Ever since the Fed began publishing 2023 forecasts two years ago, the median forecast of 19 Fed policy makers for both core inflation and unemployment have risen, its GDP guess has more than halved and its appropriate policy-rate estimate has gone from near zero to more than 5 per cent.

A lot has happened in the interim of course. But it wouldn’t make you terribly confident about its 2025 forecasts – aside from the fact that it’s making policy today based on them and, as policy hits with a 12-18 month lag, will affect that outcome itself in something of a self-fulfilling prophecy

But Fed issues a giant “caveat emptor” with all these forecasts: “Considerable uncertainty attends these projections.”

Just how much of a red flag is then dissected in many ways – highlighting just how off the forecasts have been over 20 years, as well as getting estimates from policy makers on whether the uncertainty attached to their calls is higher or lower than that now and if risks to that forecast are biased one way or another.

The typical miss over 20 years has been quite something. The “average historical projection error” for three years hence – currently 2025 – is plus or minus 2.6 percentage points for policy rates and more than two points either way on GDP and unemployment.

For context, the four-point error range on unemployment rate forecasts is a difference of almost six million jobs and a 4.6-point range on GDP is more than a trillion dollars of output.
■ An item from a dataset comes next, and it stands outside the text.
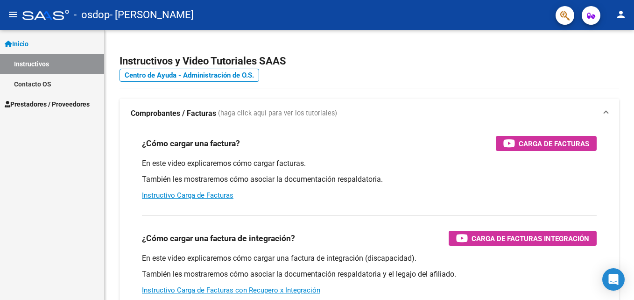 This screenshot has width=634, height=300. I want to click on a: Instructivo Carga de Facturas, so click(188, 195).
One-year forecast errors are smaller – but that would still imply plus or minus ranges in excess of one point for all those variables for 2023 – and taken all together equates to a 70-per-cent probability of the actual outcome being in that band.

So just looking at the 5.1-per-cent median assumption for the Fed funds target rate next year. That comes from a range of forecasts between 4.9 per cent and 5.6 per cent – but historical errors suggest it has a 70-per-cent chance of ending up anywhere from 4.1 per cent to 6.1 per cent.
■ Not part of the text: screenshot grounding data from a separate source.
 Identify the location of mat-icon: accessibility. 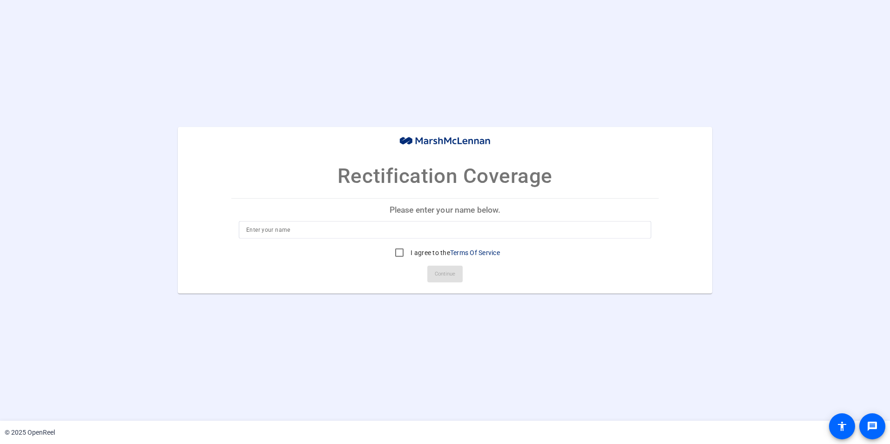
(843, 427).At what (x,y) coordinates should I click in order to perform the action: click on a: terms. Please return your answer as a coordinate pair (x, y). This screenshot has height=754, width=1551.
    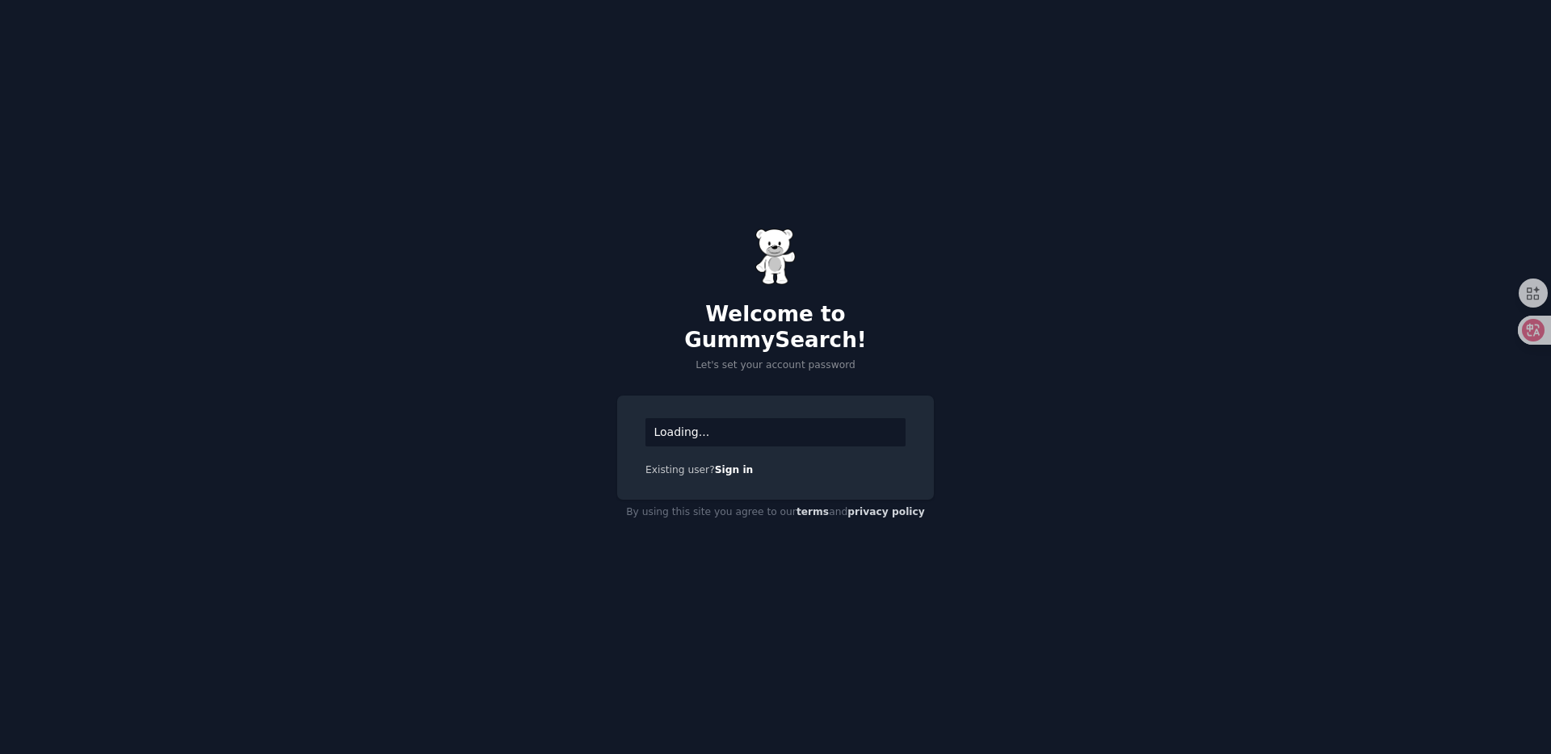
    Looking at the image, I should click on (812, 512).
The European Central Bank is more explicit about what market price assumptions it uses in staff forecasts.

After raising interest rates by a half point last week, it spooked markets about tightening ahead by forecasting inflation still above its 2-per-cent target by 2025 – and revising 2023 and 2024 inflation rates higher, too. The big upward revisions to labour costs seemed to be mainly responsible – so perhaps it was signalling to wage bargainers.

But it goes into great detail about just what energy, commodity and interest-rate assumptions it makes over the coming years – based on expectations embedded in market prices three weeks earlier. Crude oil price futures for the end of next year, for example, are already more than 10 per cent lower than the ECB forecasts assume for next year.

The Bank of England and Britain’s Office for Budget Responsibility have been even more trapped by market pricing assumptions all year – with interest rates still rising and fiscal policy tightening even as both forecast almost two years of deflation from 2024. The culprit is largely gas price assumptions and related subsidies, but the fog is thick here.

What should everyone do? Probably best to avoid forecasts of 12 month or more altogether.